Category3BT

Based on the Three Beautiful Things project by Clare Law, I try to write about three pleasant things from my day.

3BT – fresh, big bowl/good reminder, sauce

1. The sun is bright but the air is a touch chilly. John finds it a little uncomfortable (because he is a wuss), but I like it a lot.

2. I’m surprised when a larger than normal bowl rises from the mound.

2b. My hands are always dry after working with clay and they make my hair feel rough in the shower. It’s not a directly beautiful thing – it feels horrible (though not quite as horrible as clay dry hands + microfibre cloth, bleugh!) – but it reminds me that there are few absolutes in the world that aren’t affected by our observation of them, and our observation can be broken.

3. John makes a batch of his slow-cooked pasta sauce. The house smells fantastic all afternoon: I almost want to chew the air.

3BT – chill, city/putting it on Twitter, we know, view

1. A fresh cool breeze chills my arms as I make the tea.

2. A great haul of books from Oxfam, a light fresh cake and a series of puns as we walk through the city centre.

2b. “Hold on, I’m just putting that on Twitter,” the older woman says as she sits near the window in the charity shop.

3. The kids run towards us as we leave the alley way. “That’s the best dog we’ve seen today,” they say as they rush forward to stroke her. We tell them we know.

3b. The glowing sunset. The misty hills.

3BT – dappled, Clara and back, peas

1. The dappled texture of sponged on slip.

2. We walk to the end of the road and back across the top of the quarry – a path we used to walk regularly but one we haven’t done for a while. It gives Lily time to file her nails on the tarmac and for us to nosey at the building work being done at various houses, enjoy late flowers blooming in the kerb-side flower beds and spot mushrooms in the undergrowth.

3. I offer Kaufman a leftover pea but like any sane being, he turns his nose up at it. Lily watches on: “I’ll have it, I’ll have it!” She snaffles it from my fingers then asks for more. Tail wagging, she follows me into the living room so that I can show John the old dog’s new trick, then she bounces to (naughtily) snatch her new favourite snack from my hand. We laugh at her smiling face.

3BT – pillows of goodness (or at least sweetness), just for a moment, temptation

It’s five years today since we bought our crazy house. I would like to say we’ve made it less crazy – since we got rid of the strangest decoration and colour schemes – but I think the reality is we’ve just made it differently crazy. We still have a window in a wardrobe but have added to that by finding a window underground, two hidden rooms and a secret hatchway through to next door. It’s ugly, weird and strangely proportioned – much like its occupants.

1. I love my breakfast cereal. Sometimes I eat it a little thoughtlessly – ploughing through it before getting on with my day – but other days like today, I relish every mouthful.

2. To get the hang of something, even if it is just for a moment. I get the rhythm and move my hands automatically before I start to think about it too much and I lose it again. It gives me hope though.

3. To give in to temptation and buy the naughty garlic bread.

3BT – there he is, take the time, reclaim/picking away/lies/envy

1. At lunchtime, we realise that neither of us has seen Kaufman since we woke up. We stand on the balcony and call his name: within a minute, a meow echoes up from near the chicken run then a face appears. He calls to us and we wave and meow back at him. He runs up the three flights of stairs, chatting the whole way and in the kitchen, we reward him with milk.

2. The bowls are *just* soft enough to turn. For once, I remember what my tutor said about taking the time to look at the bowl properly before you start to turn it: to see where it needs reducing and where it is already fine. I’m rewarded with the opportunity to try out a new (to me) type of foot and produce my favourite bowl yet.

3. The allotments are so much nicer now that one of two abandoned plots on the other side of the path has been reclaimed.

3b. I’m slowly picking away at things: I prune my summer-fruiting raspberries, I pick weeds from around the pak choi and start weeding the next overrun bed.

3c. Walking around the park, Lily takes a wide circle around what I describe to my mum as “a big, terrifying ferocious dog”. The lad walking the other hound smiles at the description of his Yorkshire Terrier.

3d. There is another, bigger, allotment site at the top of the park. I ogle at the precise, neat rows of the corner plot, with pure allotment envy.

3BT – good, treadle, old favourite, together

0. I wake up from a rather cathartic dream and feel much better (both from the dream and from having 12 hours of sleep).

1. The treadling is such hard work that I feel disheartened. I can’t believe though that it’s either that inefficient or that my calf muscles are too weak to do it properly – not after leaving in hilly Yorkshire for 14 years. I systematically investigate different things and apply drops of oil in the right places until the movement is smooth and easy.

2. To have a beloved top to fall back on when everything else feels a bit meh.

3. Rather than being left alone while we go out for dinner, Lily goes to see her BFF Maggie-dog next door. We look out of the window and see the girls running around the decking together.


Task directions: Write out the data below in full. Keep it exact.

Source data:
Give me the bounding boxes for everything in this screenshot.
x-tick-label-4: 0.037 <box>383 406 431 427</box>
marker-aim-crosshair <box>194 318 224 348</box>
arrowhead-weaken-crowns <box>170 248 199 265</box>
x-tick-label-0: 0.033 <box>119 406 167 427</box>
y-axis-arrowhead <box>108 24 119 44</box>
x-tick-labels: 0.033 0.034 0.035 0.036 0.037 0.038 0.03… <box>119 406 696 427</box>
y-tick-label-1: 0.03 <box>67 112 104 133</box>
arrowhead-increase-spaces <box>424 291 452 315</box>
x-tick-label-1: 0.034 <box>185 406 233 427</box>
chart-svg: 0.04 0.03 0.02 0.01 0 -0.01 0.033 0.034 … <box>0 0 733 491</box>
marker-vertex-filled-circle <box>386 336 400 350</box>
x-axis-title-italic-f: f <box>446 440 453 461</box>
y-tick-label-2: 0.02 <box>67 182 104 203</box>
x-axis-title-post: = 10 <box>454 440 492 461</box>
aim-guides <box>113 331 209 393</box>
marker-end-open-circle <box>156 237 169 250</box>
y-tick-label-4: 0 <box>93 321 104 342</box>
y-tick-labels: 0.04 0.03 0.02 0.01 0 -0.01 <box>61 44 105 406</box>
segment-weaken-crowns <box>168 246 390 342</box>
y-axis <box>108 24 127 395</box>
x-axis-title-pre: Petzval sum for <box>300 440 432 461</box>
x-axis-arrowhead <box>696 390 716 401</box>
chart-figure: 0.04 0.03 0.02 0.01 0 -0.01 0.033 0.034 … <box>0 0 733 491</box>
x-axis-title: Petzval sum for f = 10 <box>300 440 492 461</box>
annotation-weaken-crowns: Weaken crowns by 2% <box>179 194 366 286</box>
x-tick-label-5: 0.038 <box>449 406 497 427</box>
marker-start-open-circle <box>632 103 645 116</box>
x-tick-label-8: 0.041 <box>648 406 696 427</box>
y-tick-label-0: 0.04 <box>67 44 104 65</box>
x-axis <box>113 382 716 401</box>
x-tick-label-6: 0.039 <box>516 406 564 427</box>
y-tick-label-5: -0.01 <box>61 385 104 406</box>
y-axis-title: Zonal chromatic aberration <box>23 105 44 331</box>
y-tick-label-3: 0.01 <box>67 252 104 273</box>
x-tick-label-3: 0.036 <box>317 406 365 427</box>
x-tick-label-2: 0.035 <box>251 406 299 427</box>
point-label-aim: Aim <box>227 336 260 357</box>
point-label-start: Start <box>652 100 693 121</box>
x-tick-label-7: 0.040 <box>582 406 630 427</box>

Task output:
Give me the bounding boxes for everything in this screenshot.
x-tick-label-4: 0.037 <box>383 406 431 427</box>
marker-aim-crosshair <box>194 318 224 348</box>
arrowhead-weaken-crowns <box>170 248 199 265</box>
x-tick-label-0: 0.033 <box>119 406 167 427</box>
y-axis-arrowhead <box>108 24 119 44</box>
x-tick-labels: 0.033 0.034 0.035 0.036 0.037 0.038 0.03… <box>119 406 696 427</box>
y-tick-label-1: 0.03 <box>67 112 104 133</box>
arrowhead-increase-spaces <box>424 291 452 315</box>
x-tick-label-1: 0.034 <box>185 406 233 427</box>
chart-svg: 0.04 0.03 0.02 0.01 0 -0.01 0.033 0.034 … <box>0 0 733 491</box>
marker-vertex-filled-circle <box>386 336 400 350</box>
x-axis-title-italic-f: f <box>446 440 453 461</box>
y-tick-label-2: 0.02 <box>67 182 104 203</box>
x-axis-title-post: = 10 <box>454 440 492 461</box>
aim-guides <box>113 331 209 393</box>
marker-end-open-circle <box>156 237 169 250</box>
y-tick-label-4: 0 <box>93 321 104 342</box>
y-tick-labels: 0.04 0.03 0.02 0.01 0 -0.01 <box>61 44 105 406</box>
segment-weaken-crowns <box>168 246 390 342</box>
y-axis <box>108 24 127 395</box>
x-axis-title-pre: Petzval sum for <box>300 440 432 461</box>
x-axis-arrowhead <box>696 390 716 401</box>
chart-figure: 0.04 0.03 0.02 0.01 0 -0.01 0.033 0.034 … <box>0 0 733 491</box>
x-axis-title: Petzval sum for f = 10 <box>300 440 492 461</box>
annotation-weaken-crowns: Weaken crowns by 2% <box>179 194 366 286</box>
x-tick-label-5: 0.038 <box>449 406 497 427</box>
marker-start-open-circle <box>632 103 645 116</box>
x-tick-label-8: 0.041 <box>648 406 696 427</box>
y-tick-label-0: 0.04 <box>67 44 104 65</box>
x-axis <box>113 382 716 401</box>
x-tick-label-6: 0.039 <box>516 406 564 427</box>
y-tick-label-5: -0.01 <box>61 385 104 406</box>
y-axis-title: Zonal chromatic aberration <box>23 105 44 331</box>
y-tick-label-3: 0.01 <box>67 252 104 273</box>
x-tick-label-3: 0.036 <box>317 406 365 427</box>
x-tick-label-2: 0.035 <box>251 406 299 427</box>
point-label-aim: Aim <box>227 336 260 357</box>
point-label-start: Start <box>652 100 693 121</box>
x-tick-label-7: 0.040 <box>582 406 630 427</box>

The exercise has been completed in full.